Thoughts on Accessibility and Tooting My Own Horn

Max Jack-Monroe

Over the past several months, I’ve thought a lot about the idea of accessibility to knowledge.  As a student at a renowned university with a plethora of resources at my disposal, I have privilege that most don’t.  Especially as someone studying topics such as language and gender and sexuality, which are of worldwide importance, it often makes me feel uneasy to know and talk about things that don’t have the resources and/or space to.

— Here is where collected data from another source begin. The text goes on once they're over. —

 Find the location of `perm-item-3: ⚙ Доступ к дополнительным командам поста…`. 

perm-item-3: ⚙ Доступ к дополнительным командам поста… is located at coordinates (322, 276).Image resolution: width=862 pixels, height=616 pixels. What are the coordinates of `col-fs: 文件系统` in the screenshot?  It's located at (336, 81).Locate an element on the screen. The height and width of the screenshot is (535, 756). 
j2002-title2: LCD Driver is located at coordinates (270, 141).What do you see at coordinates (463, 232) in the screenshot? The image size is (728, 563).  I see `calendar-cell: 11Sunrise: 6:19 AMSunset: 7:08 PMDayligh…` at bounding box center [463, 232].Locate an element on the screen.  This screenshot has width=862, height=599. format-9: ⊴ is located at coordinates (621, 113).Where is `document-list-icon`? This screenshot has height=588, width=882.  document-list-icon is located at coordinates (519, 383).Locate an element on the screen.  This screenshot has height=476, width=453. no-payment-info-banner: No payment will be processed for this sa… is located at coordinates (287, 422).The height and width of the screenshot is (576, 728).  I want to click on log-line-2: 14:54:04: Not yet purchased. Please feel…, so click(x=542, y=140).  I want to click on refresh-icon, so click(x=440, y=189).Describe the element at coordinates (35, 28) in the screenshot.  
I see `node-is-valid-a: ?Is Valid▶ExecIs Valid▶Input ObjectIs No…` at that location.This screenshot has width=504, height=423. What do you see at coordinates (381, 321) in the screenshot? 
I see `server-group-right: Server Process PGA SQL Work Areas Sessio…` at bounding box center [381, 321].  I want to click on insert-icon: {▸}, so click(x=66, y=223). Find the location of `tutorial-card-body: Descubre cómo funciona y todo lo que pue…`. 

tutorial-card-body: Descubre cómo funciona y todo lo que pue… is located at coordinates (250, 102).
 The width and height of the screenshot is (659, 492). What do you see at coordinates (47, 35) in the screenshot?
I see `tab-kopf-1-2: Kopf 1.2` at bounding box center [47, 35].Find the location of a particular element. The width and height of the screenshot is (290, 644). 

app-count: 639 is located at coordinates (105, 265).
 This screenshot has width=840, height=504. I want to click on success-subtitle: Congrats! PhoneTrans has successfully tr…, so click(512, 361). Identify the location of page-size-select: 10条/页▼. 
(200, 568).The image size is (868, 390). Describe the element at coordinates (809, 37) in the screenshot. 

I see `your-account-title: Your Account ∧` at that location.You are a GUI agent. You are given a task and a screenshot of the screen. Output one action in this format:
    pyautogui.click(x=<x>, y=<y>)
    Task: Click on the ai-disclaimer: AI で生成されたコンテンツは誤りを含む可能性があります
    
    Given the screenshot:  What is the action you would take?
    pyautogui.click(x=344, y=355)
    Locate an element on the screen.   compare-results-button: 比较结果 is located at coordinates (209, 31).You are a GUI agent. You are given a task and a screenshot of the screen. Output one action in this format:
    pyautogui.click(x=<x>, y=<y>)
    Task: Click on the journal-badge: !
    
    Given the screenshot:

Last semester, I was presented with concrete examples as to how to make knowledge more accessible to people outside of the academia bubble.  In my Women’s Studies class, my professor, Dr. Alex Ketchum, an alum of McGill who is now a course lecturer at the school, brought our attention to some of the work she has done throughout the past several years in order to bring her dissertation topic to the masses. She has created websites and twitter accounts that are easy to find, easy to read, updated often. Now anyone, regardless of background, who is interested in learning more about feminist cafés, coffeehouses, and restaurants has access to that information at their fingertips.  Dr. Ketchum continues to work hard to make knowledge accessible, which is the theme of one of her latest undertakings, The Feminist and Accessible Publishing, Communications, and Technologies Practices Speaker and Workshop Series.

Seeing Dr. Ketchum’s work and reflecting on my own experience, I decided to make a website related to my research interest of queer language and sociolinguistics. Especially as queer people have long depended on the internet as a safe haven and a knowledge hub, a website seemed like the inherent way to get information out to the masses, queer and otherwise.  Queerlanguage.com is still very much in its early stages, but it truly is a labour of love, and, I see it as much more than a simple class project.  The website includes information that would otherwise only be available to someone with access to a university database and/or sufficient amounts of time and effort, as well as the words of everyday queer people and their own experiences with queer language and sociolinguistics.